The Comey Rule
Apparently, it’s now de facto Department of Justice policy that it’s fine for the department to issue statements with partisan editorializing about people the department has determined cannot be charged with a crime:
The White House clashed with the Justice Department in the run-up to the release of a special counsel report last week about President Biden’s handling of classified information, previously undisclosed correspondence shows.
The letters, obtained by The New York Times, show that a top Justice Department official rejected complaints from Mr. Biden’s lawyers about disparaging comments in the report regarding the president.
The lawyers wrote to Attorney General Merrick B. Garland the day before he released the report by the special counsel, Robert K. Hur. They raised objections to passages in the report in which Mr. Hur suggested that Mr. Biden’s memory was failing and questioned some of his actions, even though the special counsel had found no basis to prosecute the president.
The lawyers said Mr. Hur’s comments “openly, obviously and blatantly violate department policy and practice,” the letters show.

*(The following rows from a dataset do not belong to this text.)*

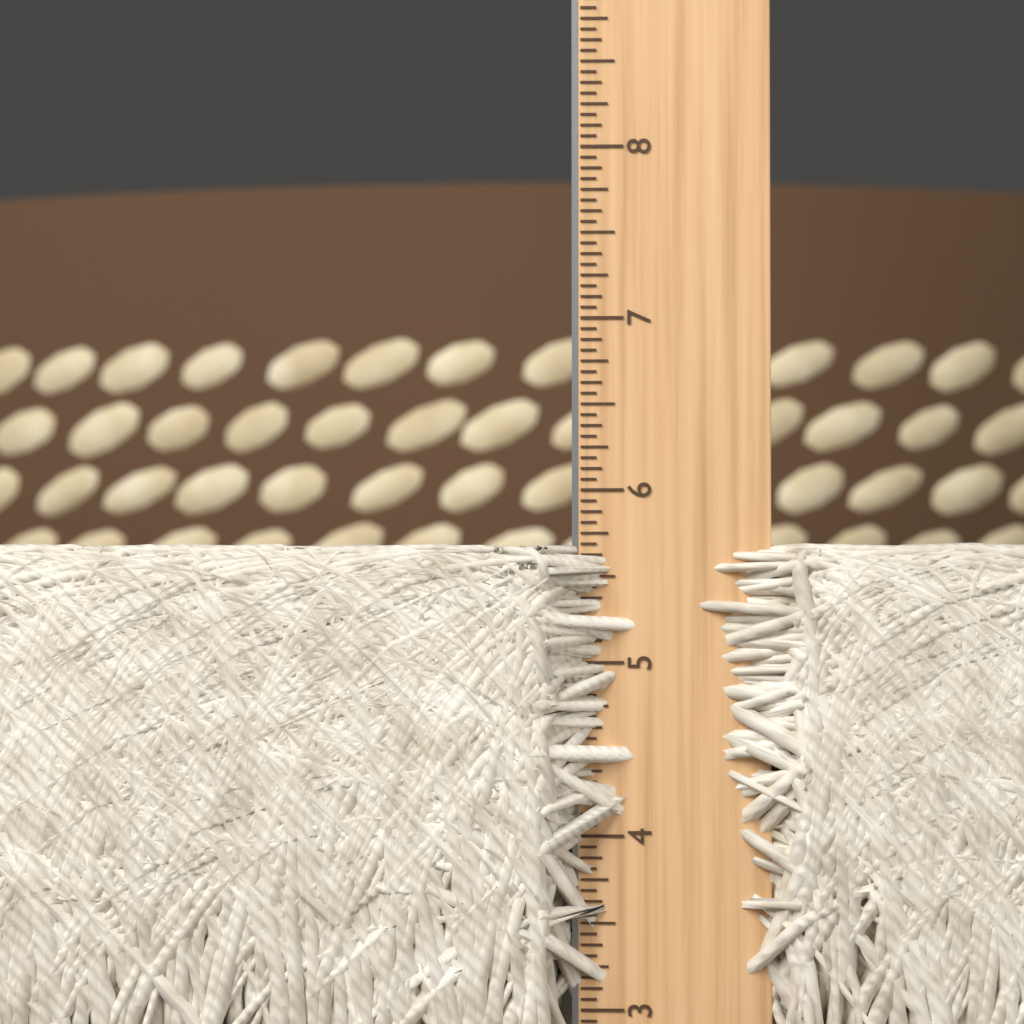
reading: 5.6875 in
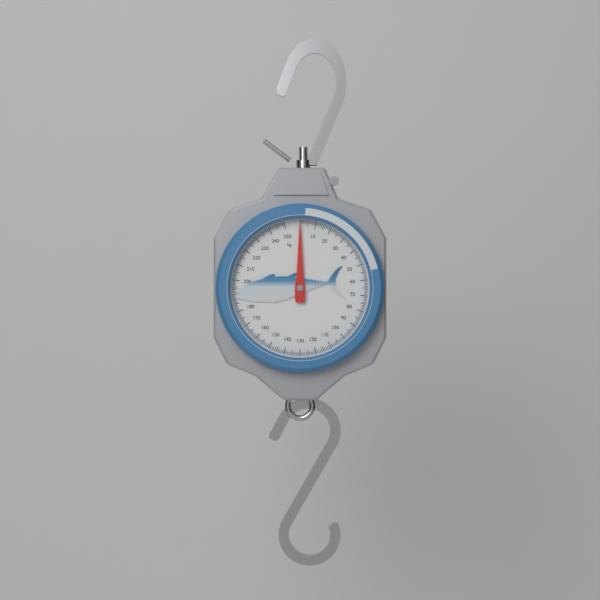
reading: 0 kg
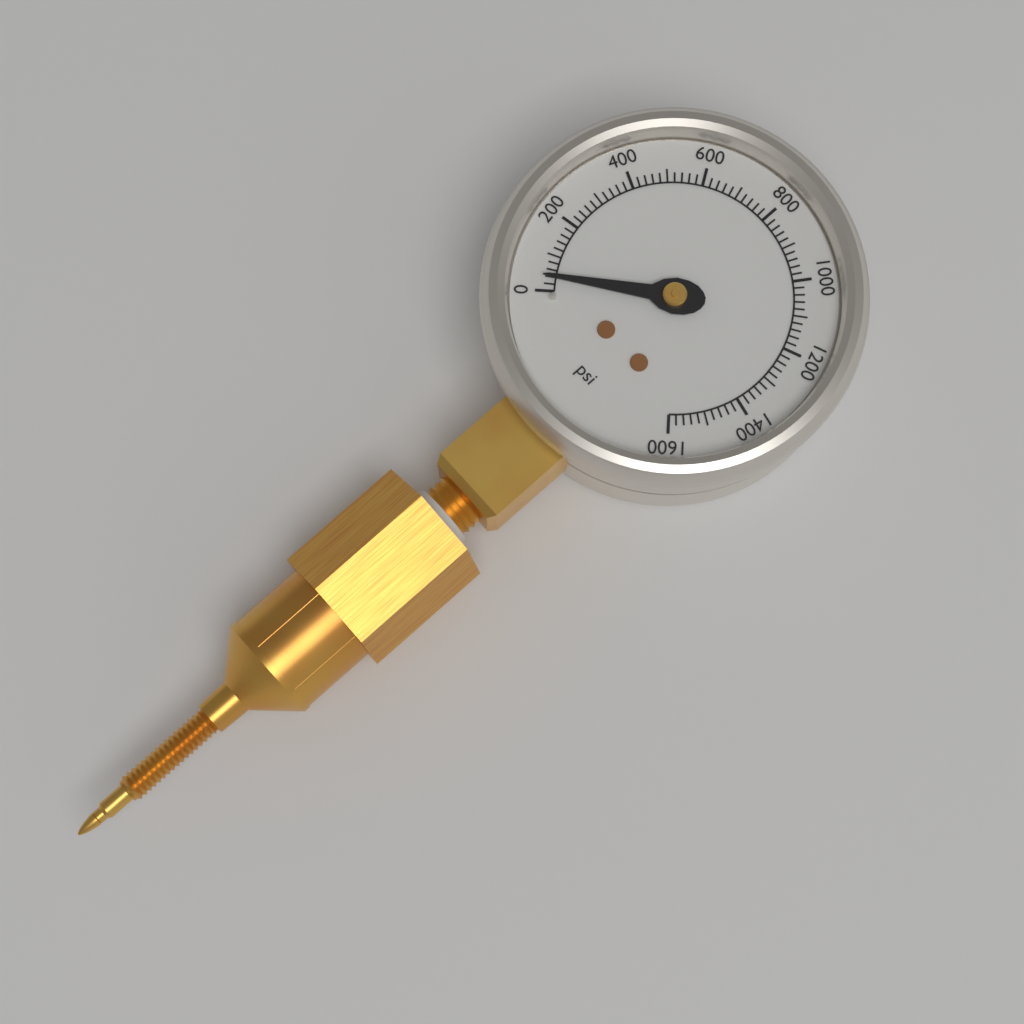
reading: 40 psi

The next day, as the department was preparing to make the report public, Bradley Weinsheimer — the department’s senior career official, or nonpolitical appointee, who deals with ethics complaints or appeals of department decisions — wrote back rejecting their criticism. He insisted that the comments in the report “fall well within the department’s standards for public release.”
Perhaps the Attorney General should step in here at some point, although it certainly ain’t going to be this one.